In his will Goodman professed that as he lived, so he died, most constant in all the articles of the Christian Faith, and in all the doctrine of God's holy Catholic and Apostolic Church, "whereof," he says, "I do acknowledge the Church of Rome to be the Mother Church. And I do verily believe that no other church hath any salvation in it, but only so far as it concurs with the faith of the Church of Rome." On this, Mr. Brewer, his editor, observes that a sound Protestant might profess as much, the question being what meaning is to be given to the terms employed. Moreover, the same writer continues, Goodman cannot have imagined that his life had been a constant profession of Roman doctrine, inasmuch as he advanced steadily from one preferment to another in the Church of England, and strongly maintaining her doctrines formally denounced those of Rome.

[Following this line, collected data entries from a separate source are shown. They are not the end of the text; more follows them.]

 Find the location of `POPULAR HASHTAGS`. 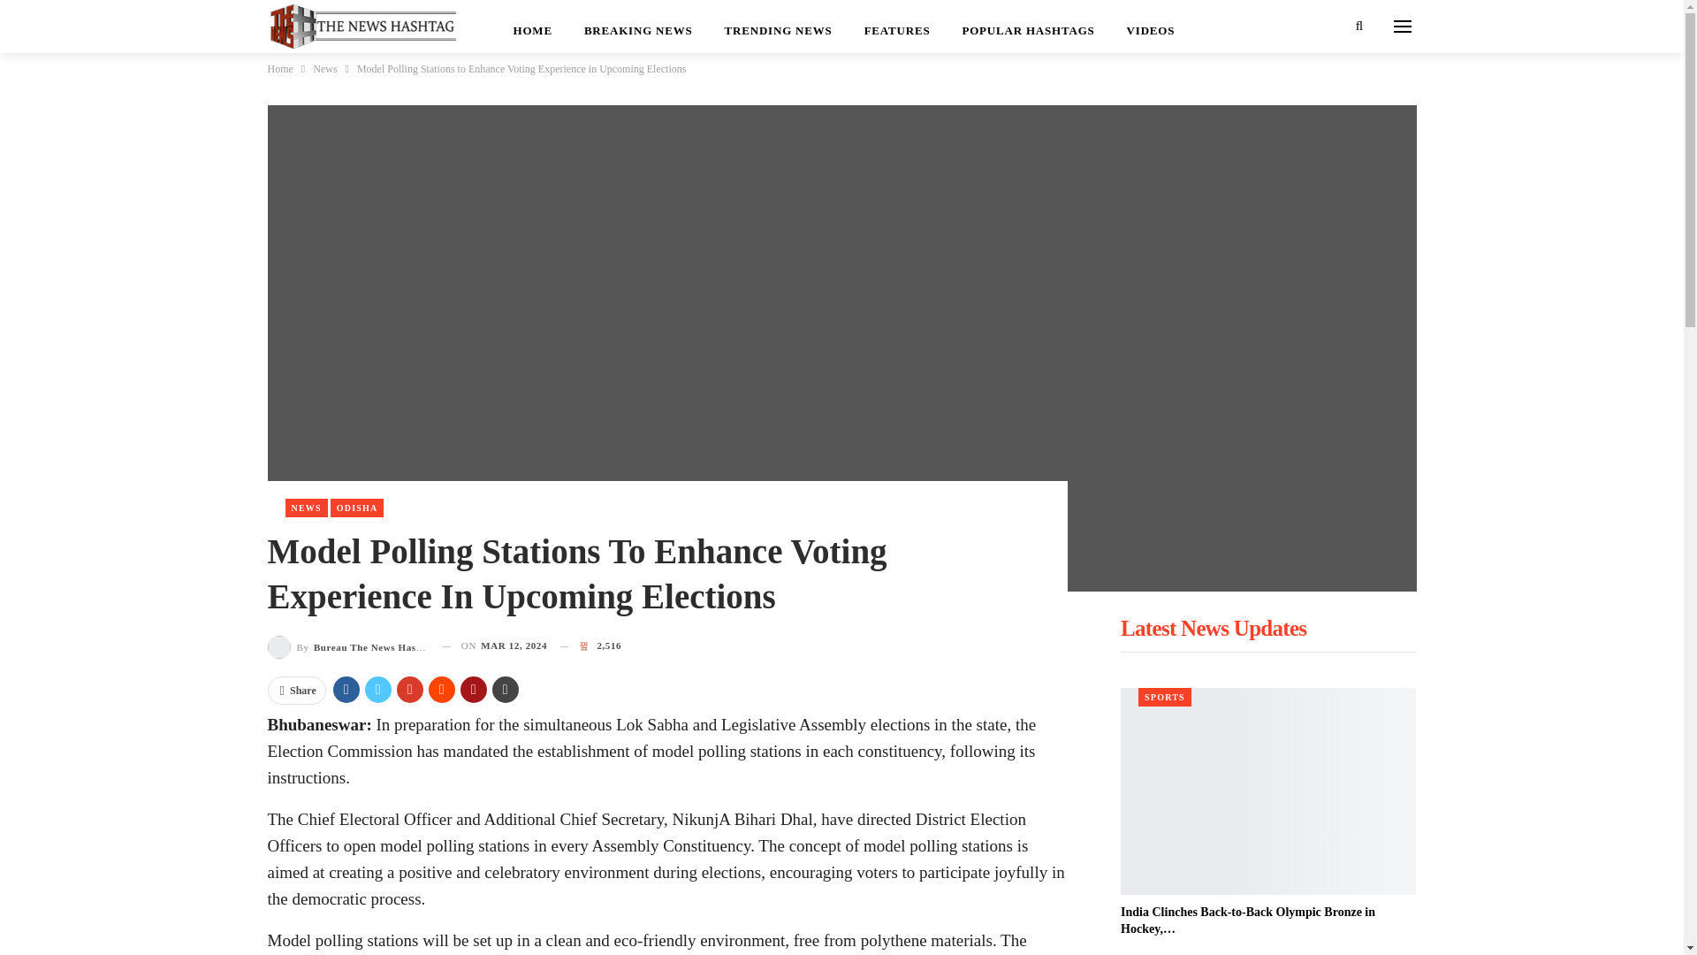

POPULAR HASHTAGS is located at coordinates (1027, 27).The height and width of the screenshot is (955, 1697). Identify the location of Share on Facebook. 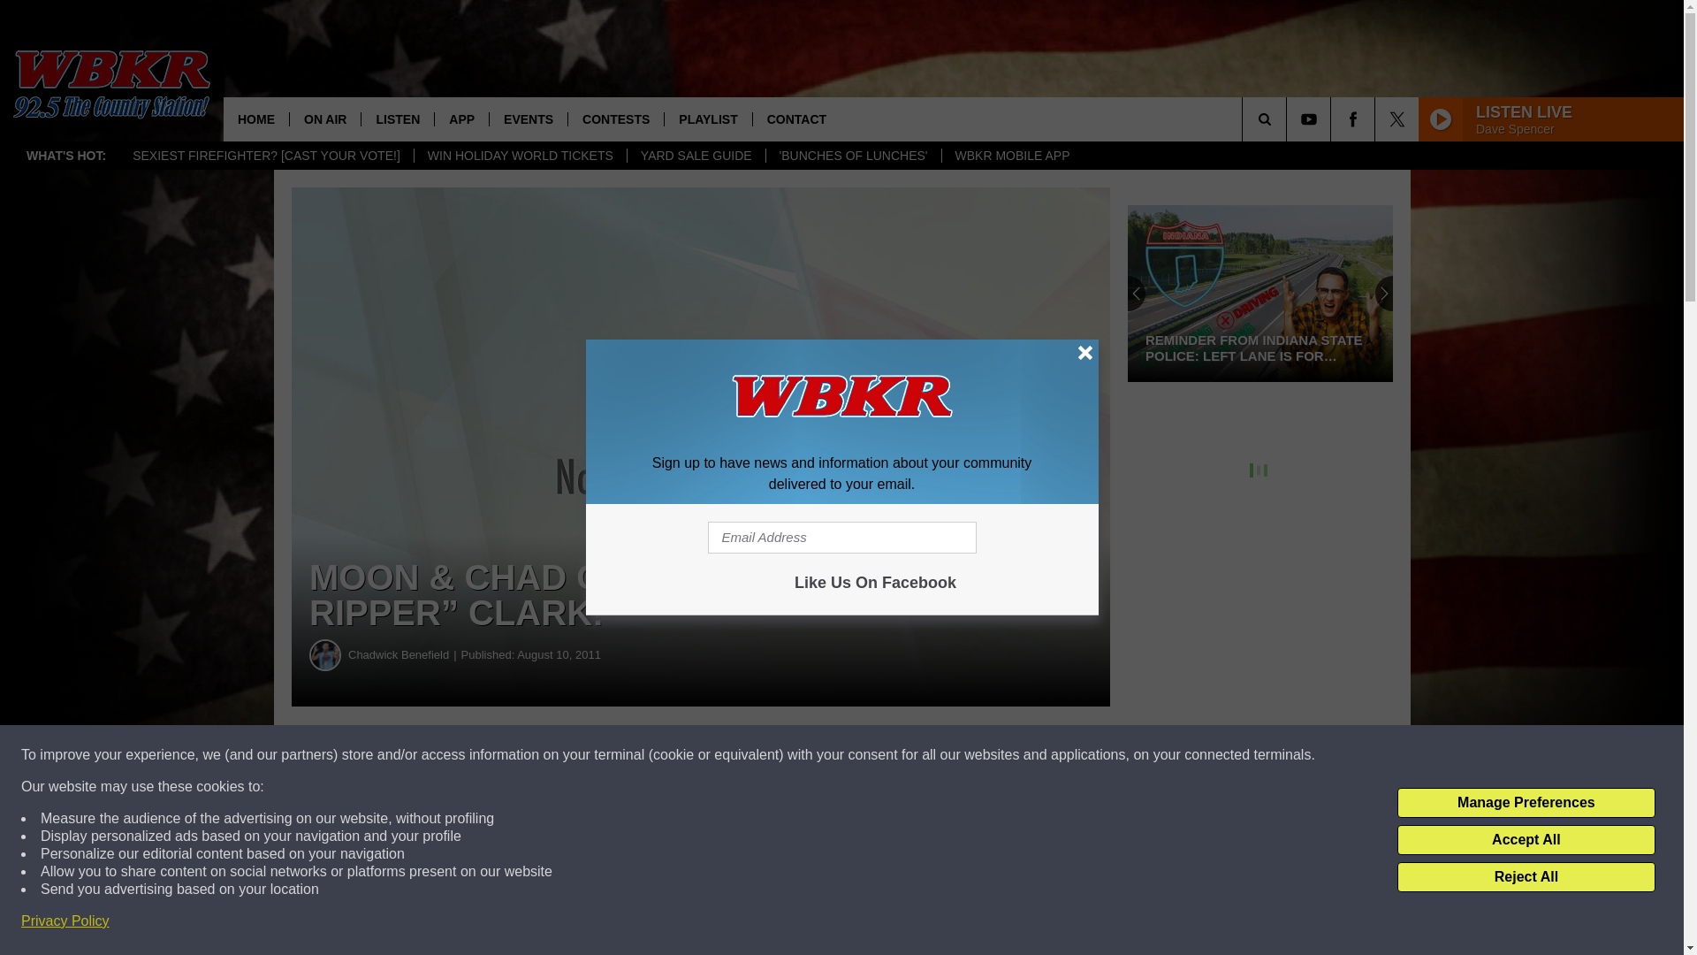
(538, 755). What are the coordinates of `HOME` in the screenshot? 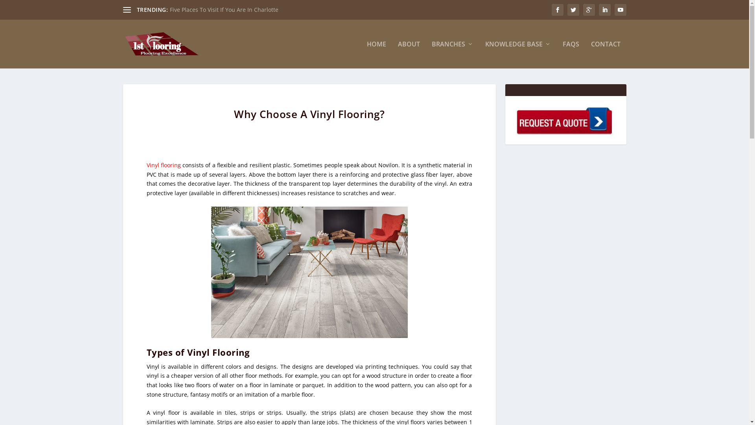 It's located at (376, 55).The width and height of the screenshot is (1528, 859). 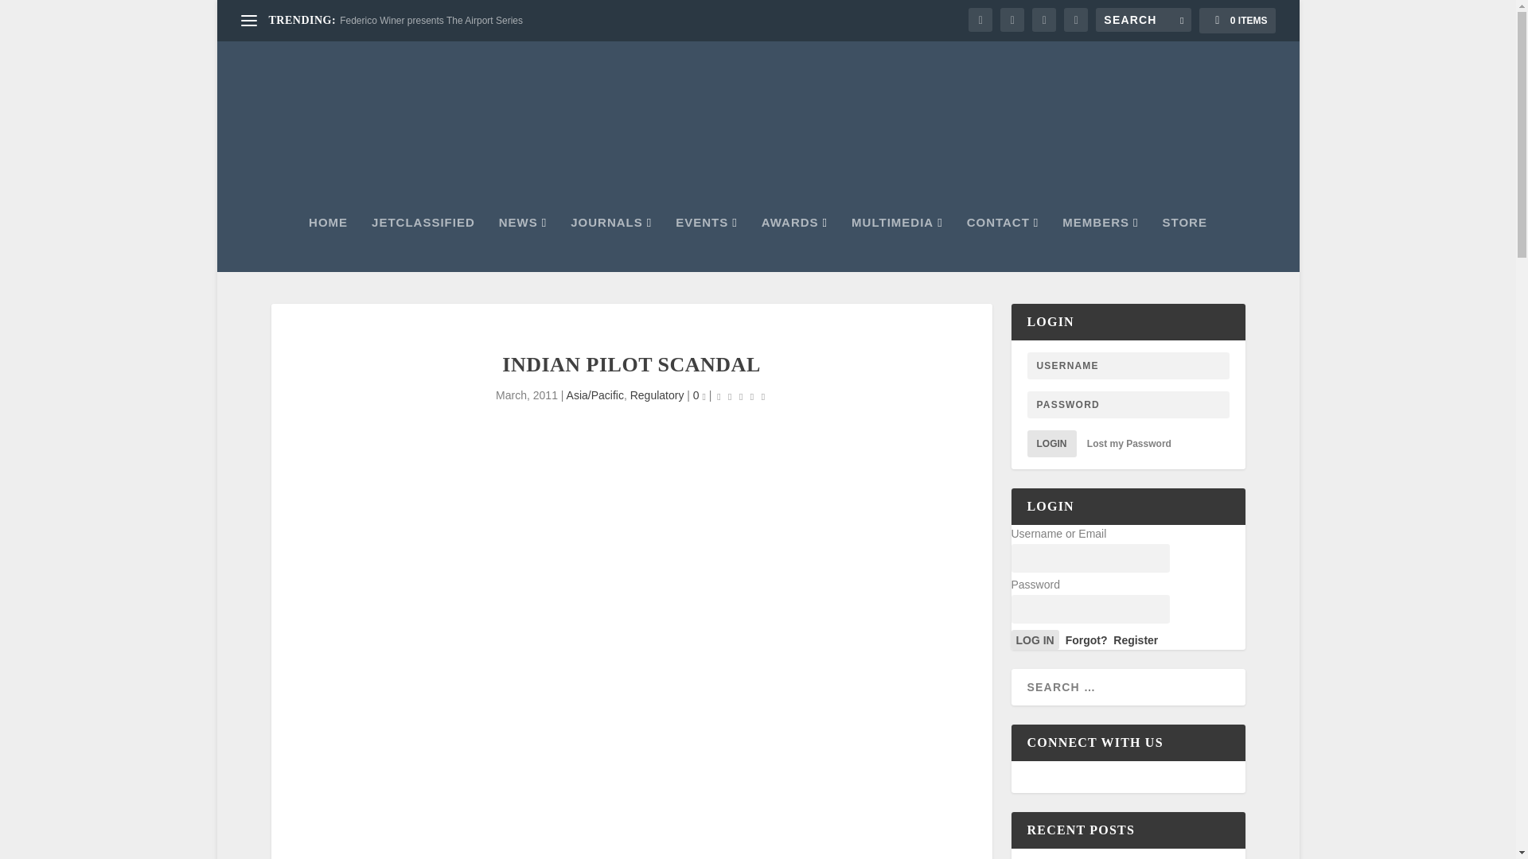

What is certain, however, is this, that in the very work from which his evidence is quoted he speaks in such a manner as to show that whatever were his religious opinions, he was a firm believer in the Royal Supremacy and a lover of King James, whom he thus describes: “Truly I did never know any man of so great an apprehension, of so great love and affection, —a man so truly just, so free from all cruelty and pride, such a lover of the church, and one that had done so much good for the church." (Court of King James, i. 91.)

CHAPTER VII.

PERCY, CATESBY, AND TRESHAM.

ON occasion of a notorious trial in the Star Chamber, in the year 1604,1 Bancroft, the Archbishop of Canterbury, made the significant observation that nothing was to be discovered concerning the Catholics "but by putting some Judas amongst them." That amongst the Powder Plot conspirators there was some one who played such a part, who perhaps even acted as a decoyduck to lure the others to destruction, has always been suspected, but with sundry differences of opinion as to which of the band it was. Francis Tresham has most commonly been supposed at least to have sent the warning letter to Monteagle, which proved fatal to himself and his comrades: some writers have conjectured that he did a good deal more. Monteagle himself, as we have seen, has been supposed by others to have been in the Plot and to have betrayed it. It would appear, however, that neither of these has so strong a claim to this equivocal distinction as one whose name has been scarcely mentioned hitherto in such a connection.

The part played in the conspiracy by Thomas

1 That of Mr. Pound.

2

3

Jardine, Criminal Trials, ii. 38, n.

E.g., the author of the Politician's Catechism.